Drop-bag essentials for self-supported sections
Some ultras have aid stations the crew can't reach. The athlete's drop bag at those stations needs to cover everything the crew would have done:
- 2 pre-mixed bottles of MIX+ in the bag.
- 4 to 6 gels for the next segment.
- 1 to 2 SLT+ sachets plus a spare in case sodium losses are higher than planned.
- Real food: a wrap, a sandwich in a sealed container, salted potatoes if the bag is delivered cold.
- Backup gear: head torch with fresh batteries, gloves, a buff, dry socks.
- Small first-aid: blister tape, paracetamol, anti-chafe.
Pack for the worst case. A self-supported section in bad weather with a slow-moving athlete needs more contingency than a crew-supported section in good conditions.
Final word
Great crewing isn't about emotional support — it's about removing every decision from the athlete and executing a pre-agreed plan with discipline.

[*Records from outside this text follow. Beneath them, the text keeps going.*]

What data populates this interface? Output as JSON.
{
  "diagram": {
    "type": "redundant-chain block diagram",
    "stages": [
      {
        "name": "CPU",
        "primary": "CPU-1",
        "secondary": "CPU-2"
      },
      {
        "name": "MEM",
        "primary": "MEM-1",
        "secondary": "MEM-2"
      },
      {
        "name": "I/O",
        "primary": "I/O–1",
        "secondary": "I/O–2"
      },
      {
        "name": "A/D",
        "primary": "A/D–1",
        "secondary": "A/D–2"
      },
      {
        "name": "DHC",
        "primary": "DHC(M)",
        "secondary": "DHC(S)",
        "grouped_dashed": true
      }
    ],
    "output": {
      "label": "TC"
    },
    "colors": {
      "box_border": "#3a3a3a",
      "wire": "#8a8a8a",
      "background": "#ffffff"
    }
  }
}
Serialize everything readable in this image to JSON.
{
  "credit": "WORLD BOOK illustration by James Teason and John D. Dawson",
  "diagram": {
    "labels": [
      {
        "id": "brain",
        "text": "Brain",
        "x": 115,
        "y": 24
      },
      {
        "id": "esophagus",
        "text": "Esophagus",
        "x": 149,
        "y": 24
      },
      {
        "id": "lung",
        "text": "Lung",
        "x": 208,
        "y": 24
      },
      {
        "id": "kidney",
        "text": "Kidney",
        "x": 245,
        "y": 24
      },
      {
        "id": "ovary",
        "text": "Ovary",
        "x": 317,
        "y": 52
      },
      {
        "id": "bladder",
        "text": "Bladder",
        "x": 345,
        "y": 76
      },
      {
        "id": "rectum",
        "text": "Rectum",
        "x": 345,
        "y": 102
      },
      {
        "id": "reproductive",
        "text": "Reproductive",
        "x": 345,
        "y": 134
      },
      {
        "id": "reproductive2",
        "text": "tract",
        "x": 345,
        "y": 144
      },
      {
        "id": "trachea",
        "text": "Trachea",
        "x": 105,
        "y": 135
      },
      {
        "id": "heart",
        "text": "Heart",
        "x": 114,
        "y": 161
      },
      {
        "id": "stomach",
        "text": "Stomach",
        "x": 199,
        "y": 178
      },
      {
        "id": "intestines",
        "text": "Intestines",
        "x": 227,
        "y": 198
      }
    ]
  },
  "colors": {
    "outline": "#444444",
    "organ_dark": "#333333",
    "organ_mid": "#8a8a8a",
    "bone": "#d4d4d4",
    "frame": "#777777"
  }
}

The brief, the bags and the 3-minute drill are the system. Trust them more than the athlete's mid-race judgement.
This guide pairs with our Ultra-Trail Snowdonia fuelling master guide — crewing is one piece of the broader UTS race-day system, alongside in-race fuelling, sodium loading and real-food strategy.

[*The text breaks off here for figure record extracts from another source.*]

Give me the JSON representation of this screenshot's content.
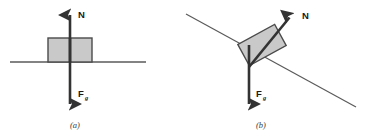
{
  "figure": {
    "type": "physics-free-body-diagram",
    "background_color": "#ffffff",
    "stroke_color": "#3b3b3b",
    "arrow_color": "#333333",
    "block_fill": "#c9c9c9",
    "block_stroke": "#4a4a4a"
  },
  "panels": [
    {
      "id": "a",
      "caption": "(a)",
      "caption_x": 75,
      "caption_y": 128,
      "surface": {
        "name": "horizontal-surface",
        "x1": 10,
        "y1": 62,
        "x2": 146,
        "y2": 62
      },
      "block": {
        "name": "block",
        "x": 48,
        "y": 38,
        "width": 44,
        "height": 24,
        "rotation": 0
      },
      "forces": [
        {
          "name": "normal-force",
          "label": "N",
          "subscript": "",
          "label_x": 78,
          "label_y": 18,
          "x1": 70,
          "y1": 62,
          "x2": 70,
          "y2": 11,
          "direction": "up"
        },
        {
          "name": "gravitational-force",
          "label": "F",
          "subscript": "g",
          "label_x": 78,
          "label_y": 97,
          "x1": 70,
          "y1": 38,
          "x2": 70,
          "y2": 108,
          "direction": "down"
        }
      ]
    },
    {
      "id": "b",
      "caption": "(b)",
      "caption_x": 261,
      "caption_y": 128,
      "surface": {
        "name": "inclined-surface",
        "x1": 186,
        "y1": 14,
        "x2": 356,
        "y2": 107,
        "angle_deg": 28.7
      },
      "block": {
        "name": "block",
        "cx": 262,
        "cy": 45,
        "width": 42,
        "height": 24,
        "rotation": -28.7
      },
      "forces": [
        {
          "name": "normal-force",
          "label": "N",
          "subscript": "",
          "label_x": 303,
          "label_y": 19,
          "x1": 249,
          "y1": 67,
          "x2": 292,
          "y2": 14,
          "direction": "up-right-perpendicular-to-incline"
        },
        {
          "name": "gravitational-force",
          "label": "F",
          "subscript": "g",
          "label_x": 253,
          "label_y": 97,
          "x1": 249,
          "y1": 45,
          "x2": 249,
          "y2": 108,
          "direction": "down"
        }
      ]
    }
  ]
}
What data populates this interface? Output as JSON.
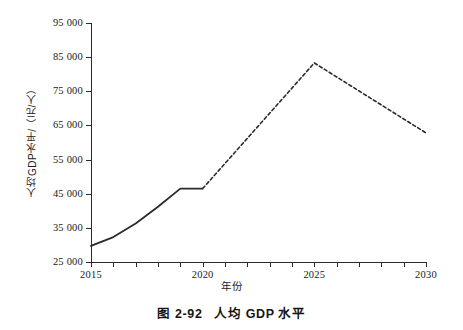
{
  "figure": {
    "caption_number": "图 2-92",
    "caption_title": "人均 GDP 水平",
    "background_color": "#ffffff",
    "ink_color": "#2b2b2b"
  },
  "chart_data": {
    "type": "line",
    "title": "人均 GDP 水平",
    "xlabel": "年份",
    "ylabel": "人均GDP水平/（元/人）",
    "xlim": [
      2015,
      2030
    ],
    "ylim": [
      25000,
      95000
    ],
    "grid": false,
    "legend": "none",
    "x_tick_labels": [
      "2015",
      "2020",
      "2025",
      "2030"
    ],
    "x_tick_values": [
      2015,
      2020,
      2025,
      2030
    ],
    "x_minor_ticks": [
      2015,
      2016,
      2017,
      2018,
      2019,
      2020,
      2021,
      2022,
      2023,
      2024,
      2025,
      2026,
      2027,
      2028,
      2029,
      2030
    ],
    "y_tick_labels": [
      "25 000",
      "35 000",
      "45 000",
      "55 000",
      "65 000",
      "75 000",
      "85 000",
      "95 000"
    ],
    "y_tick_values": [
      25000,
      35000,
      45000,
      55000,
      65000,
      75000,
      85000,
      95000
    ],
    "series": [
      {
        "name": "历史值",
        "style": "solid",
        "color": "#2b2b2b",
        "x": [
          2015,
          2016,
          2017,
          2018,
          2019,
          2020
        ],
        "values": [
          29700,
          32300,
          36300,
          41200,
          46500,
          46500
        ]
      },
      {
        "name": "预测值",
        "style": "dashed",
        "color": "#2b2b2b",
        "x": [
          2020,
          2025,
          2030
        ],
        "values": [
          46500,
          83300,
          62800
        ]
      }
    ]
  }
}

Related deep dives in this UTS series
- Pre-Race Carb Loading for Ultras: The Glycogen Protocol — Carb load for ultras with 8-12g per kg of body weight per day for 2-3 days. The low-fibre, low-fat protocol that fully t
- Sodium Pre-Loading for Ultra Running: The Salty Sweater Protocol — Ultra runners lose 200-2000mg of sodium per litre of sweat. The pre-loading protocol with SLT+ that prevents cramping an
- Real Food vs Gels in Ultra Running: When to Switch and Why — Gels stop working after hour 4 of an ultra - the gut craves real food. The science of palate fatigue and the 60/40 rotat
Read the master overview at How to Fuel for UTS Snowdonia: An Ultra Trail Guide.